Because init_shell_turbo registers a shell_context_processor, all discovered models and utilities are available there too — shell-turbo simply adds the nicer IPython experience, autoreload, and the extra CLI flags on top.

Benefits

  • Zero-import debugging — jump straight into querying and modifying data without hunting down import paths.
  • Faster iteration%autoreload picks up code changes to your models and helpers without restarting the shell.
  • Safer transactionscommit()/rollback() prevent half-finished transactions from silently blocking further queries.
  • Query visibility on demand--print-sql lets you inspect the exact SQL Flask-SQLAlchemy generates, useful for debugging N+1 queries or unexpected joins.
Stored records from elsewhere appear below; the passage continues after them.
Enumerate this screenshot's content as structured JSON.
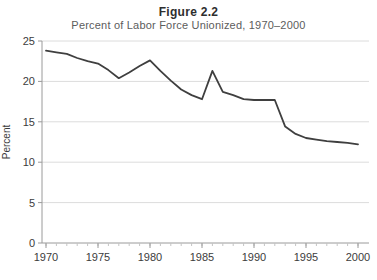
{
  "figure": {
    "title": "Figure 2.2",
    "subtitle": "Percent of Labor Force Unionized, 1970–2000"
  },
  "chart_data": {
    "type": "line",
    "title": "Figure 2.2",
    "subtitle": "Percent of Labor Force Unionized, 1970–2000",
    "xlabel": "",
    "ylabel": "Percent",
    "x": [
      1970,
      1971,
      1972,
      1973,
      1974,
      1975,
      1976,
      1977,
      1978,
      1979,
      1980,
      1981,
      1982,
      1983,
      1984,
      1985,
      1986,
      1987,
      1988,
      1989,
      1990,
      1991,
      1992,
      1993,
      1994,
      1995,
      1996,
      1997,
      1998,
      1999,
      2000
    ],
    "values": [
      23.8,
      23.6,
      23.4,
      22.9,
      22.5,
      22.2,
      21.4,
      20.4,
      21.1,
      21.9,
      22.6,
      21.3,
      20.1,
      19.0,
      18.3,
      17.8,
      21.3,
      18.7,
      18.3,
      17.8,
      17.7,
      17.7,
      17.7,
      14.4,
      13.5,
      13.0,
      12.8,
      12.6,
      12.5,
      12.4,
      12.2
    ],
    "xlim": [
      1970,
      2000
    ],
    "ylim": [
      0,
      25
    ],
    "x_ticks": [
      1970,
      1975,
      1980,
      1985,
      1990,
      1995,
      2000
    ],
    "y_ticks": [
      0,
      5,
      10,
      15,
      20,
      25
    ],
    "x_minor_tick_interval": 1,
    "grid": "horizontal",
    "legend_position": "none",
    "colors": {
      "line": "#3f3f3f",
      "grid": "#dcdcdc",
      "axis": "#9a9a9a",
      "tick": "#9a9a9a",
      "minor_tick": "#c4c4c4",
      "tick_label": "#3c3c3c",
      "title": "#2e2e2e",
      "subtitle": "#5c5c5c"
    }
  }
}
  • Works everywhere — enhances both the new shell-turbo command and the existing flask shell, so teammates who haven't adopted it yet still benefit.
  • No dependencies required — IPython is optional; the tool gracefully falls back to a standard shell with tab-completion via readline/rlcompleter.
  • Version-safe model discovery — supports both the modern SQLAlchemy registry.mappers API and the legacy _decl_class_registry, so it works across SQLAlchemy versions.